Peacekeeping is also optional, insofar as it is not directed at existential threats to this country. It is something that Canada traditionally did, not to curry favour with the United States, but to promote our long-term interests in international peace and security.

Granatstein and I agree on the need to defend our country. Where we disagree is on the appropriate focus of our optional missions overseas.

For more than a decade, Granatstein has argued that peacekeeping is passé and counter-insurgencies are the new reality. Yet the turn away from peacekeeping has been a choice rather than a necessity, driven in large part by a desire – on the part of the defence lobby – to maintain and increase budgets in a significantly more peaceful, post-Cold War world.

Critics of peacekeeping often point to the failed UN missions in Bosnia, Somalia and Rwanda. They ignore the very many more successful UN peacekeeping missions: in Cambodia, East Timor, Mozambique, El Salvador, Lebanon, and elsewhere.

They also ignore the reasons for failure, which more often than not are rooted in failures of political will – not on the part of the UN as an organization, but on the part of the member states that make it up.

They ignore the fact that the member states have learned from their mistakes. UN peacekeeping missions today have clear and strong mandates to “use all necessary means” to protect peacekeepers and civilians alike.

Some critics propagate the myth that peacekeeping is for “wimps,” a myth that found its ultimate expression in U.S. Secretary of State Condoleezza Rice’s October 2000 comment, “We don’t need to have the 82nd Airborne escorting kids to kindergarten.”

Rice, of course, was a member of the U.S. administration that failed to develop a peacekeeping plan for post-intervention Iraq, with untold consequences for Iraqi civilians, U.S. and allied military personnel, and ultimately the global position and reputation of the United States.

Most important, those who denigrate peacekeeping dishonour the thousands of Canadian veterans who served in these missions, and particularly the 114 who were killed.

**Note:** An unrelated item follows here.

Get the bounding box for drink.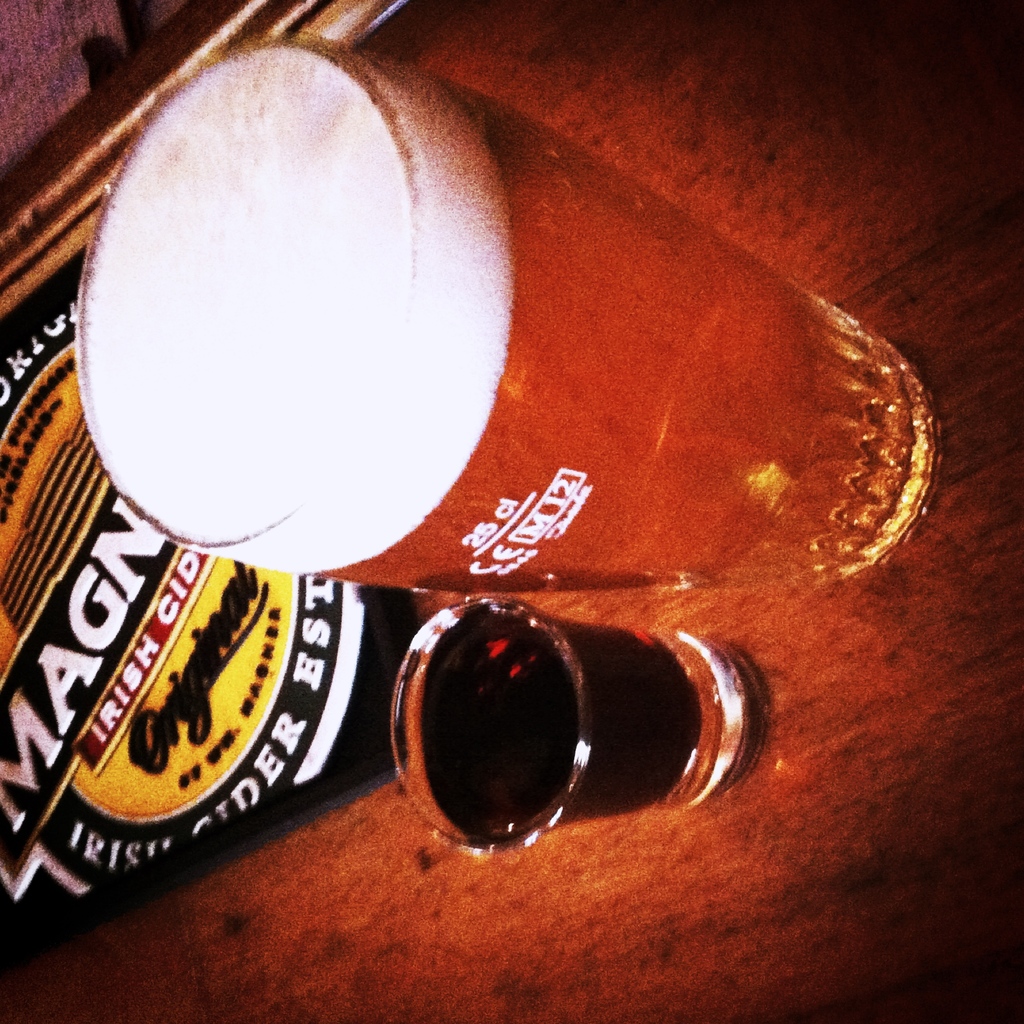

Peacekeeping requires diplomacy, discipline, and considerable courage. Peacekeepers have to be able to negotiate when possible, and fight when necessary. Achieving that balance, and acquiring all those skills, is an enormously challenging and uniquely valuable task.

Again, our American friends do not do peacekeeping very well, and this has created a real niche for Canada. If we want to make a positive difference with our optional overseas missions, adding a few thousand soldiers to the hundreds of thousands of U.S. soldiers focused on counter-insurgency operations is hardly an optimal strategy.

Instead, in addition to defending our country, we should build and use our military for missions the U.S. military is unable or unwilling to fulfil.

Canada’s distinct history, our international reputation for independence and objectivity, our highly trained, experienced, diplomatically skilled soldiers – all these attributes enable us to punch above our weight, provided we are not always punching in the same place, time and manner as the United States.

Today, there is no shortage of peacekeeping missions where Canadian soldiers could make a invaluable contribution. There are more than 81,000 blue-helmeted soldiers from 114 countries deployed in 15 separate peacekeeping operations from Kosovo to Lebanon to the Congo.

But unlike the interventions in Iraq and Afghanistan, most people have not heard of these missions – because they are successful. Missions such as the UN Interim Force in Lebanon, which since 2006 has created and maintained peace on the front line between Israel and Hezbollah. The UN Interim Force in Lebanon involves thousands of soldiers from Italy, France and Spain, with maritime support provided by Germany and Denmark. That’s right: the key contributors to UNIFL are NATO countries. And they’re making the world a safer place – using the tried and tested instrument of UN peacekeeping.

Michael Byers holds the Canada Research Chair in Global Politics and International Law at the University of British Columbia. The author of War Law and Intent for a Nation, he has been a visiting professor at the Universities of Cape Town and Tel Aviv.